Oireachtas Joint and Select Committees

Tuesday, 9 March 2021

Committee on Public Petitions

Irish Ombudsman Forum: Discussion

Ms Justice Mary Ellen Ring:

I thank the Chairman and the gentlemen, as I note the committee membership is all male, for this opportunity to appear before them today to discuss a topic that I am returning to for a second, if not a third, time. I think Mr. Tyndall has a greater historical relationship with the committee. We have sent in a letter, which I hope all the members have had an opportunity to peruse. I will talk about the generalities and Mr. Tyndall will then follow me to talk about, in particular, developments since we were last before the committee.

For a historical reference for the members' information, in January of 2016, when the committee was the Joint Committee on Public Service Oversight and Petitions under the then chairmanship of Deputy Pádraig Mac Lochlainn, it produced an excellent report on the issue of the role and remit of Ombudsmen and our relationship with the Oireachtas. Obviously, each of us has a partner, as I would prefer to call it rather not a parent, Department with which we have a relationship. Clearly, in my case it would be with the Department of Justice and for the Children's Ombudsman, it would be with the Department of Children, Equality, Disability, Integration and Youth. In that regard, we have interested Departments to which we report and engage but as an organisation we have been anxious to have a single commission that looks at the Ombudsmen community. We have different remits. We have different audiences so different members of the public interact with the different Ombudsmen and like the members, we have this important role in respect of the public.

The members' role, as the Committee on Public Petitions, allows members of the public to come directly to them with petitions and so it sits nicely in terms of our joint interaction with the public. It sits nicely with this committee but there is more to it than that. In particular, the fact that we all have different constituents, so to speak, means that it would be important that somebody is keeping an oversight of the different Ombudsmen, the value that the different Ombudsmen give to the community and, in particular, the use that is made of that by the community, and also issues of governance, transparency, who makes up a commissioner or, in our case, an Ombudsman in other instances. It is having a committee of the Oireachtas that has that role as distinct from our partner Departments with which we have an ongoing statutory relationship.

It is for that reason we met seven years ago. We were anxious to progress this matter and get the issues identified by the previous committee. In its report, it looked into the area of what is an ombudsman, all of the philosophical issues and then how that all tied together in terms of a practical relationship with the petitions committee.

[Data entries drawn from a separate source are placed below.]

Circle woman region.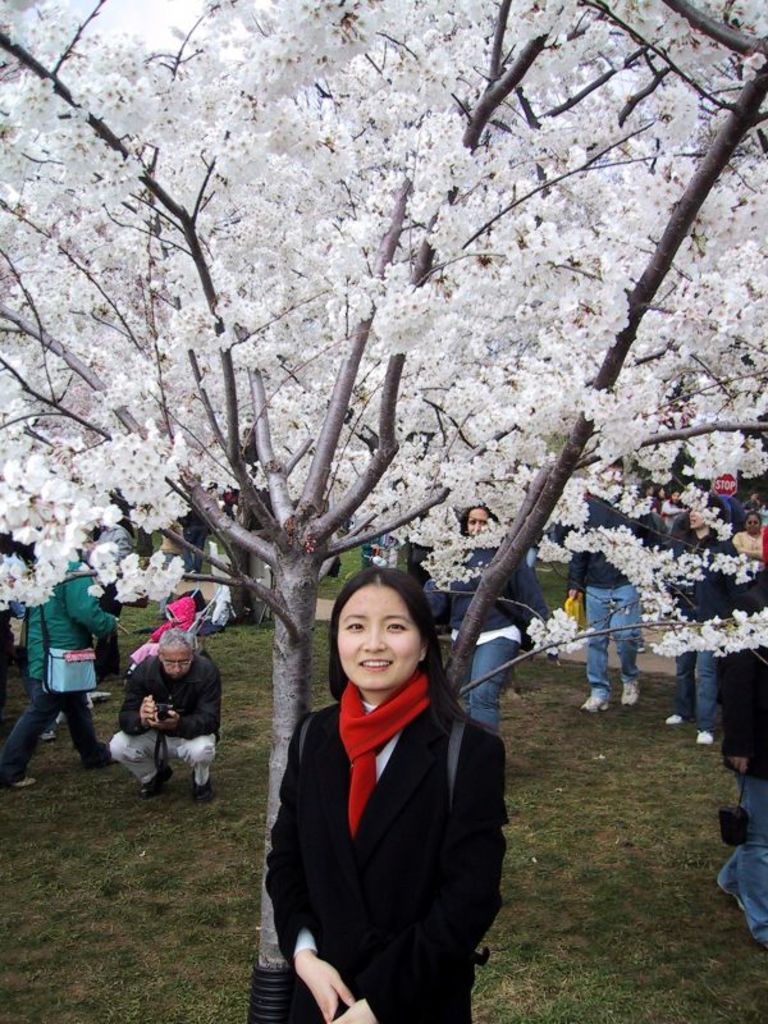
Region: region(426, 504, 547, 826).
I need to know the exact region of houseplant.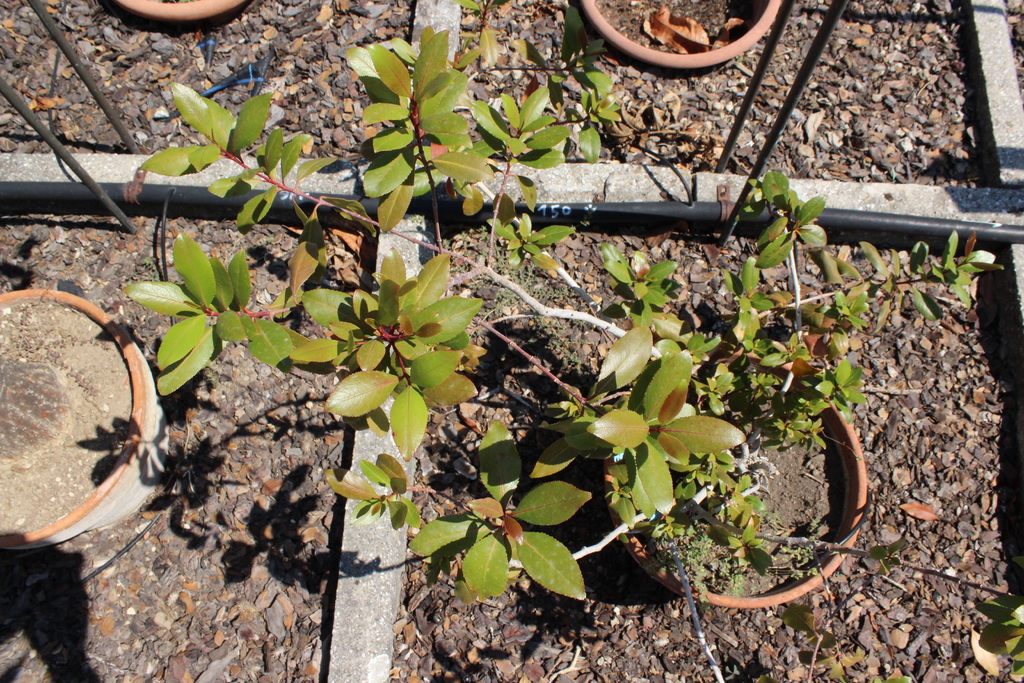
Region: [left=94, top=0, right=257, bottom=42].
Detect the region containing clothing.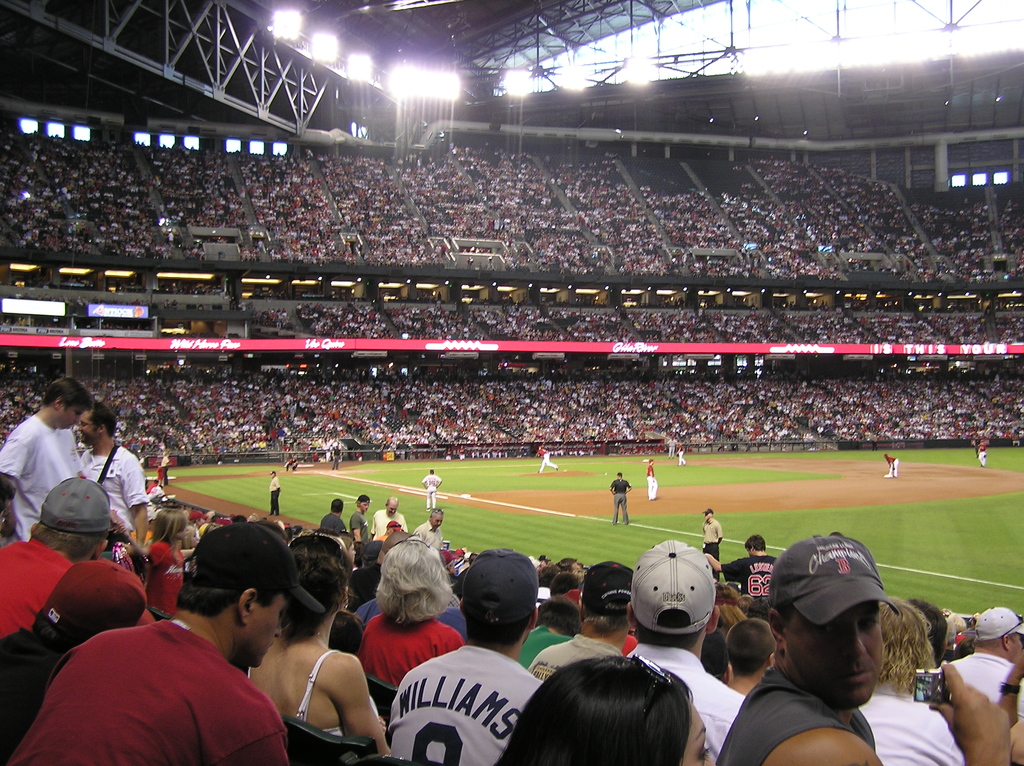
45/613/291/765.
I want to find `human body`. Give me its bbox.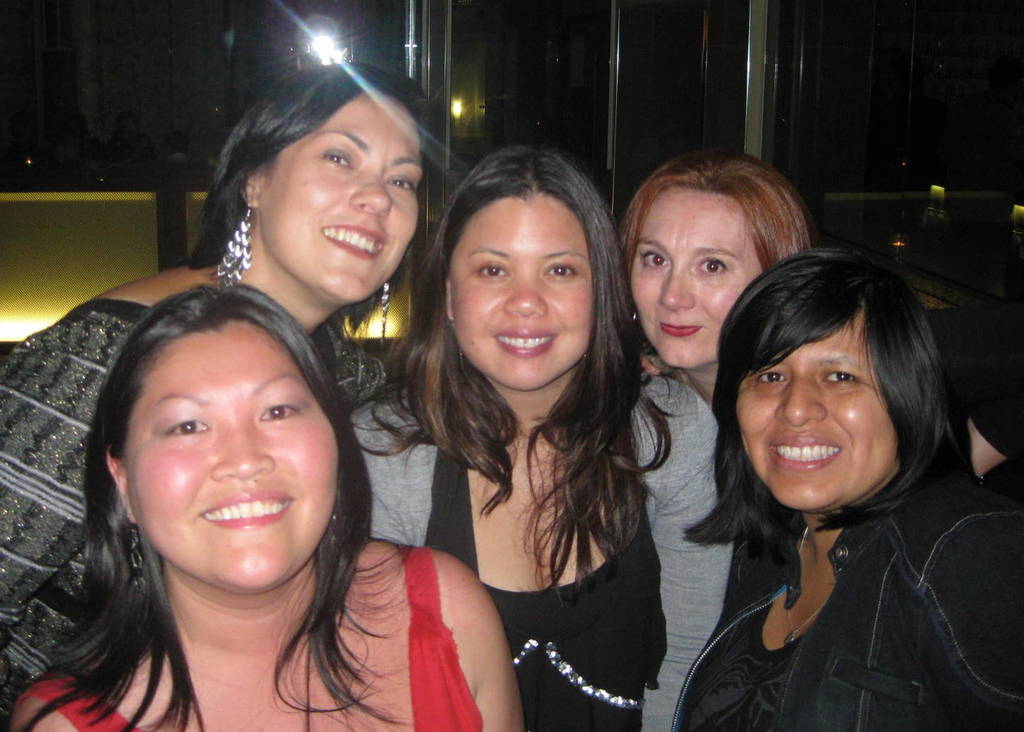
348, 363, 746, 731.
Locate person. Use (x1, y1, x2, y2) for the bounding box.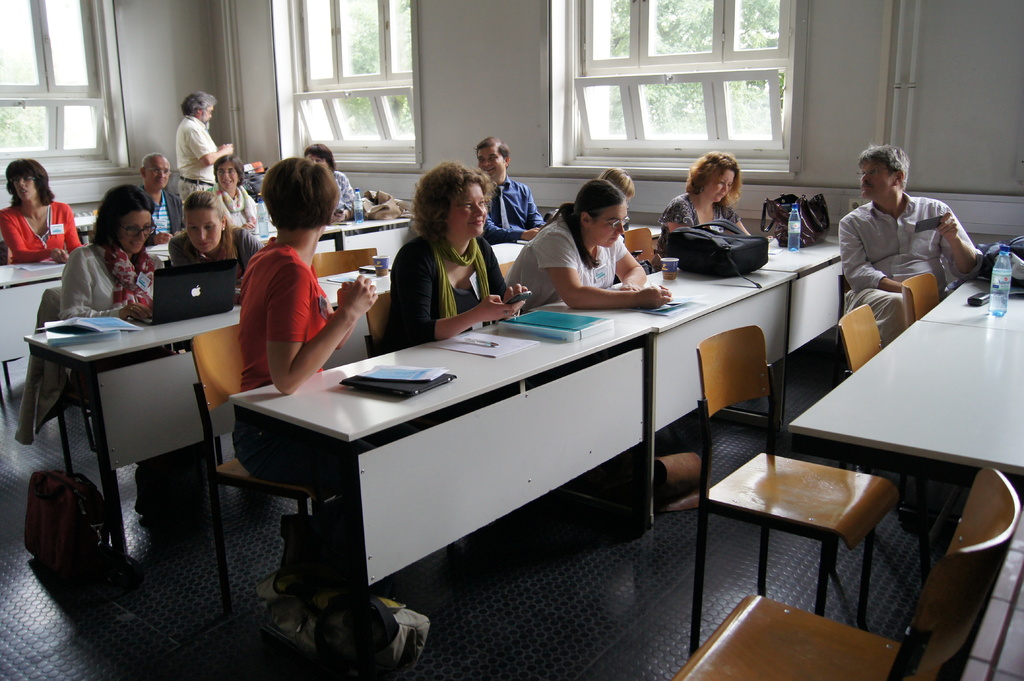
(170, 191, 270, 282).
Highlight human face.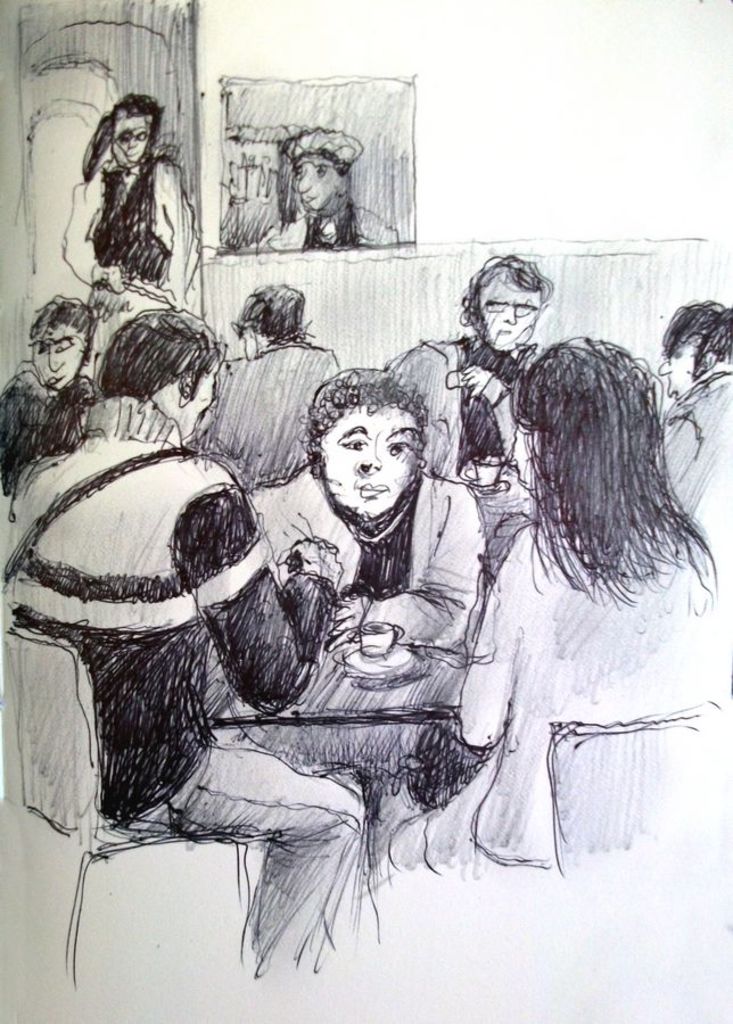
Highlighted region: l=188, t=369, r=216, b=438.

We are anxious that the public oversight role be restored to the committee's remit. It provides to the forum an important avenue of interaction as well as elements of governance and transparency. We are also anxious there would be more oversight of the international community of ombudsmen. The Venice convention is an important step in that regard. It is about finding a role in the Oireachtas to take ownership in a communal way, as opposed to an individual way, of the various ombudsmen who provide important roles vis-à-visto the public.